When the final switchover happens, employees who need to use the software for their day-to-day jobs will already be familiar with the way the new version works. No more workarounds.

Determining your Fitness for Cloud

In some cases, moving software or infrastructure to the cloud is a choice that your business can make. In other cases, like with Atlassian’s server-based version of Jira and Confluence, the migration may be needed because support will no longer be offered for the server-based version. But whatever is driving your move to the cloud, going in blindly will only hurt your chances for a successful migration. And any disruption in mission-critical applications that have moved to the cloud is bound to have an impact on your bottom line.

The function of an assessment, like ServiceRocket’s Fit4Cloud, is to determine issues or obstacles which might impede the success of that migration such as:

  • Expertise. Do you have the expertise you need to not only perform the migration, but to support the cloud-based software and processes going forward?
  • Environment. What does your current server-based instance look like and is there a clear path to map existing functionality to what’s available in the cloud version?
  • Support. Do you have the on-going resources to support the cloud-based version and a way to ensure employees are trained?

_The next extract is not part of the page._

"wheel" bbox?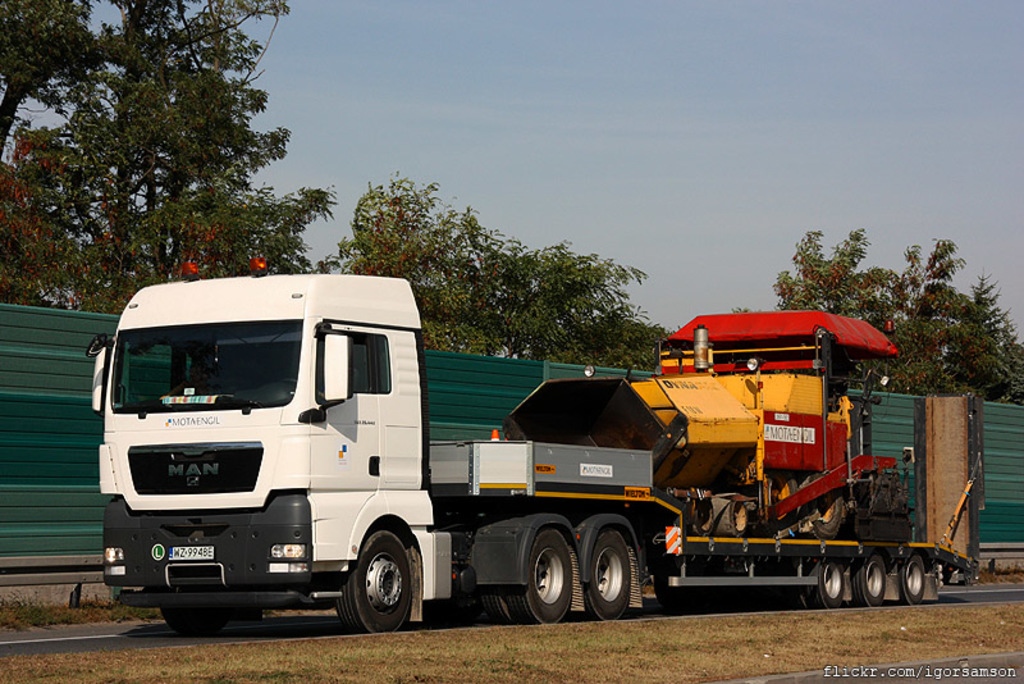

A good assessment, like Fit4Cloud, is intended to give you a sense of whether or not different aspects of your business are ready to be migrated. But nothing will prevent you from migrating even if an assessment identifies deficiencies or obstacles. It’s up to you to determine if the move should go forward anyway or wait for remediation before proceeding.

The Right Partner Can Help

As the old saying goes, “you don’t know what you don’t know.” That is no more applicable than to an assessment of your cloud fitness. If you don’t know the questions to ask or what to look for, your assessment may very well miss critical components to a successful migration.

That’s where a partner can help. ServiceRocket consultants, for instance, have years of experience performing cloud-readiness assessments. That means they know what to look for, what questions to ask, and, more importantly, the best ways to remediate challenges to a successful migration. That means that every migration engagement with ServiceRocket has expertise built-in so you are never left wondering if you’ve selected the right partner to help you move from server to cloud.